Egypt to decide soon on dissolving Brotherhood NGO

Daily News Egypt
3 Min Read
Muslim Brotherhood and Anti-Coup Alliance members give a press conference on September 4, 2013 in Cairo (AFP, Gianluigi Guercia)
Muslim Brotherhood and Anti-Coup Alliance members give a press conference on September 4, 2013 in Cairo (AFP, Gianluigi Guercia)
Muslim Brotherhood and Anti-Coup Alliance members give a press conference on September 4, 2013 in Cairo (AFP, Gianluigi Guercia)

AFP-  Egypt is expected to announce soon whether or not to dissolve an NGO linked to the Muslim Brotherhood amid allegations it operates as a front for the Islamist group.

On August 14, the authorities launched a fierce crackdown on the Brotherhood following the 3 July ‘s ouster of Islamist president Mohamed Morsi, who hails from the group.

Top Brotherhood leaders, including its supreme guide, have been arrested, effectively decapitating the movement and disrupting its organisation.

“The decision will be announced in a few days,” said Hani Mhana, spokesman for the ministry of social solidarity which has received complaints about the NGO’s operations.

However, a media adviser to the cabinet said no decision has yet been taken on the issue.

“The government has not taken any decision,” Sherif Shawky said.

Mhana said the NGO has been accused of involvement in several illegal activities.

“The Egyptian authorities are accusing the Muslim Brotherhood NGO of engaging in violent actions, using the headquarters (of the Brotherhood) for political activities and storing weapons in it and firing on protesters,” Mhana said.

He said the authorities had given the NGO three chances to explain its position.

“But there was no response,” he said.

Social Solidarity Minister Ahmed Hassan el-Boraie declined to comment to AFP, saying only: “Everything will be clarified at a press conference this week.”

The ministry’s legal adviser Mohammed el-Demerdash said that “all discussions about the dissolution concern the NGO and not the group. The group has no legal status to be dissolved.”

The NGO was founded and registered in March under Morsi’s presidency.

Long banned in Egypt, the Brotherhood itself had become gradually tolerated in the years before the 2011 revolution, winning parliamentary seats through candidates standing as independents.

The Brotherhood took centre-stage after the uprising that toppled Hosni Mubarak, but since Morsi’s ouster it has become the target of the country’s military.

More than 2,000 Brotherhood members have been arrested since August 14, the day hundreds of people were killed when security forces stormed two protest camps in Cairo.

It was the bloodiest day in Egypt’s recent history.

Morsi himself was detained on July 3 and is being held at an unknown location.

Since last month’s crackdown the group has failed to mobilise supporters despite repeated calls for demonstrations against the new authorities.

It has called for mass protests after weekly Friday prayers in Cairo, Alexandria, the restive region of north Sinai and elsewhere.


» **EXERCISE**
For the string "swatch", find every matching line in the records and copy it.
── INFORMATION
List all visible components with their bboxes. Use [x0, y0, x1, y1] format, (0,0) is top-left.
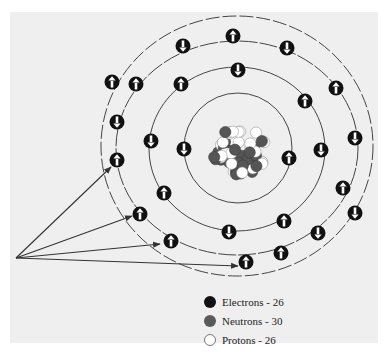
- electron-spin-up-icon: [239, 255, 254, 270]
- electron-spin-up-icon: [174, 77, 189, 92]
- neutron: [244, 147, 255, 158]
- electron-spin-up-icon: [277, 214, 292, 229]
- legend-item-neutrons: Neutrons - 30: [204, 311, 334, 330]
- electron-spin-up-icon: [226, 29, 241, 44]
- electron-spin-down-icon: [348, 206, 363, 221]
- neutron: [251, 161, 262, 172]
- pointer-arrow-2: [16, 216, 132, 258]
- electron-swatch-icon: [204, 296, 216, 308]
- pointer-arrow-4: [16, 258, 238, 266]
- pointer-arrow-3: [16, 244, 160, 258]
- pointer-arrow-1: [16, 167, 111, 258]
- proton: [226, 158, 237, 169]
- electron-spin-up-icon: [282, 151, 297, 166]
- electron-spin-up-icon: [274, 246, 289, 261]
- neutron-swatch-icon: [204, 315, 216, 327]
- electron-spin-up-icon: [133, 207, 148, 222]
- electron-spin-up-icon: [298, 94, 313, 109]
- electron-spin-down-icon: [314, 143, 329, 158]
- electron-spin-down-icon: [177, 142, 192, 157]
- neutron: [209, 152, 220, 163]
- legend-label: Neutrons - 30: [222, 315, 283, 327]
- electron-spin-up-icon: [110, 153, 125, 168]
- legend-label: Electrons - 26: [222, 296, 284, 308]
- neutron: [220, 127, 231, 138]
- electron-spin-down-icon: [280, 41, 295, 56]
- electron-spin-up-icon: [329, 81, 344, 96]
- electron-spin-up-icon: [157, 186, 172, 201]
- electron-spin-up-icon: [336, 181, 351, 196]
- electron-spin-up-icon: [164, 234, 179, 249]
- electron-spin-down-icon: [176, 39, 191, 54]
- neutron: [229, 144, 240, 155]
- electron-spin-down-icon: [311, 226, 326, 241]
- proton: [237, 167, 248, 178]
- electron-spin-down-icon: [231, 63, 246, 78]
- legend-item-protons: Protons - 26: [204, 330, 334, 349]
- legend: Electrons - 26 Neutrons - 30 Protons - 2…: [204, 292, 334, 349]
- electron-spin-down-icon: [222, 225, 237, 240]
- proton: [217, 137, 228, 148]
- electron-spin-up-icon: [129, 77, 144, 92]
- electron-spin-up-icon: [105, 75, 120, 90]
- electron-spin-down-icon: [348, 131, 363, 146]
- nucleus: [209, 126, 270, 180]
- electron-spin-down-icon: [144, 134, 159, 149]
- legend-label: Protons - 26: [222, 334, 276, 346]
- neutron: [256, 136, 267, 147]
- electron-spin-down-icon: [110, 115, 125, 130]
- proton-swatch-icon: [204, 334, 216, 346]
- atom-diagram: Electrons - 26 Neutrons - 30 Protons - 2…: [0, 0, 391, 356]
- legend-item-electrons: Electrons - 26: [204, 292, 334, 311]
────
» **WRITTEN SOLUTION**
- electron-swatch-icon: [204, 296, 216, 308]
- neutron-swatch-icon: [204, 315, 216, 327]
- proton-swatch-icon: [204, 334, 216, 346]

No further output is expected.